Paraná River Project - Background: Methodology 3

Living with the river Downstream view of the Paraná River

Numerical modelling to simulate flow, sediment transport, braid bar evolution and sedimentology

  1. CFD: High resolution (c.0.5m in the horizontal) CFD modelling will be conducted using existing code which solves the Reynolds-averaged Navier-Stokes equations to quantify 3D flow structure through multi-km-scale reaches of the Paraná. Sediment transport modelling will be carried out using a nested strategy at two scales. First, by applying Discrete Particle Modelling (DPM) to quantify particle step length distributions (including their possible conditioning by location within the dune field). Second, by combining an existing approach to modelling dune migration based upon entrainment and deposition (bed deformation) and step length, with turbulent suspended sediment transport represented using an advective-diffusive treatment. The coupled hydrodynamics-sediment transport code will be modified to include the effects of turbulence modulation by sediment.
  2. RC Modelling: A new RC model of flow, sediment transport, morphological change and subsurface sedimentology will be developed. CFD model output will be used to determine the relative magnitude of each component of the local momentum balance and quantify spatial patterns and gradients in energy slope. The influence of bedforms on flow and sediment transport will be parameterised using existing process knowledge and theory. Dune dimensions will be modelled using theory for equilibrium bedforms, reformulated for non-equilibrium conditions to include a simple treatment of bedform evolution. Bedload transport formulations will be based on existing theory suitable for sand-bed rivers, and MBES data quantifying transport by migrating dunes. Additional processes that will be modelled will include bank erosion and the effects of vegetation on the stabilisation of channel bars and margins.
  3. The model will be implemented on a 3D mesh with horizontal (downstream and cross-stream) and vertical (subsurface) grid resolutions of c.10m and 0.1m, respectively. RC simulations will be conducted at three timescales: (1) for particular flow stages at which flow and sediment transport datasets have been collected; (2) over periods of less than 100 years to evaluate bar evolution and sedimentology within the contemporary channel system; and (3) over periods of 1000+ years, to examine the controls on the long-term preservation of deposits.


• [Task requirements]:
What you should write out is every line from the one containing "Detect boy in this image." to the end of the data, exactly and with nothing else.

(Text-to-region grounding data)
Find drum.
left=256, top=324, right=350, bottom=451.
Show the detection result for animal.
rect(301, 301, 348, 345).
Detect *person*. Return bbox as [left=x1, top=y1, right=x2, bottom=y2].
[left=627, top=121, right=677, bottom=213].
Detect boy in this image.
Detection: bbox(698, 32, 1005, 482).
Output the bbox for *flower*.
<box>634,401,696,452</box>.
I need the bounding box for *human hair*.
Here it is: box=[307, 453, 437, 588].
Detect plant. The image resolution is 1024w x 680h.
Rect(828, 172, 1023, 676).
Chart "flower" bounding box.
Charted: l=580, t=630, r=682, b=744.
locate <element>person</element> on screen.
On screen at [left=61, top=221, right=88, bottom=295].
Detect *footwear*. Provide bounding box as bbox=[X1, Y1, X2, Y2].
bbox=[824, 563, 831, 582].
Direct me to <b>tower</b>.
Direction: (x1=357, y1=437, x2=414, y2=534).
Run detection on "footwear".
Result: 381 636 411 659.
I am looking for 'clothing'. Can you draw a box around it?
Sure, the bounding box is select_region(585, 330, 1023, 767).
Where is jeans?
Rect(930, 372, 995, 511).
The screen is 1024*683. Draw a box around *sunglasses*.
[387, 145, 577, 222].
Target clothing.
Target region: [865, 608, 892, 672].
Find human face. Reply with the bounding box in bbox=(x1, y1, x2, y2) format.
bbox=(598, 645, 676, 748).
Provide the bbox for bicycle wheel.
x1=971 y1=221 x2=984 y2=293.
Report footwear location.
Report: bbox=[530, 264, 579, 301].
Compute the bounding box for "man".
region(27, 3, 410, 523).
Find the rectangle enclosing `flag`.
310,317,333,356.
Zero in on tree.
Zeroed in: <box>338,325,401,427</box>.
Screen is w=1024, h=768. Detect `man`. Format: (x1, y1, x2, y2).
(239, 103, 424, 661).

• [Task output]:
Detect boy in this image.
Detection: bbox(698, 32, 1005, 482).
Output the bbox for *flower*.
<box>634,401,696,452</box>.
I need the bounding box for *human hair*.
Here it is: box=[307, 453, 437, 588].
Detect plant. The image resolution is 1024w x 680h.
Rect(828, 172, 1023, 676).
Chart "flower" bounding box.
Charted: l=580, t=630, r=682, b=744.
locate <element>person</element> on screen.
On screen at [left=61, top=221, right=88, bottom=295].
Detect *footwear*. Provide bounding box as bbox=[X1, Y1, X2, Y2].
bbox=[824, 563, 831, 582].
Direct me to <b>tower</b>.
Direction: (x1=357, y1=437, x2=414, y2=534).
Run detection on "footwear".
Result: 381 636 411 659.
I am looking for 'clothing'. Can you draw a box around it?
Sure, the bounding box is select_region(585, 330, 1023, 767).
Where is jeans?
Rect(930, 372, 995, 511).
The screen is 1024*683. Draw a box around *sunglasses*.
[387, 145, 577, 222].
Target clothing.
Target region: [865, 608, 892, 672].
Find human face. Reply with the bounding box in bbox=(x1, y1, x2, y2) format.
bbox=(598, 645, 676, 748).
Provide the bbox for bicycle wheel.
x1=971 y1=221 x2=984 y2=293.
Report footwear location.
Report: bbox=[530, 264, 579, 301].
Compute the bounding box for "man".
region(27, 3, 410, 523).
Find the rectangle enclosing `flag`.
310,317,333,356.
Zero in on tree.
Zeroed in: <box>338,325,401,427</box>.
Screen is w=1024, h=768. Detect `man`. Format: (x1, y1, x2, y2).
(239, 103, 424, 661).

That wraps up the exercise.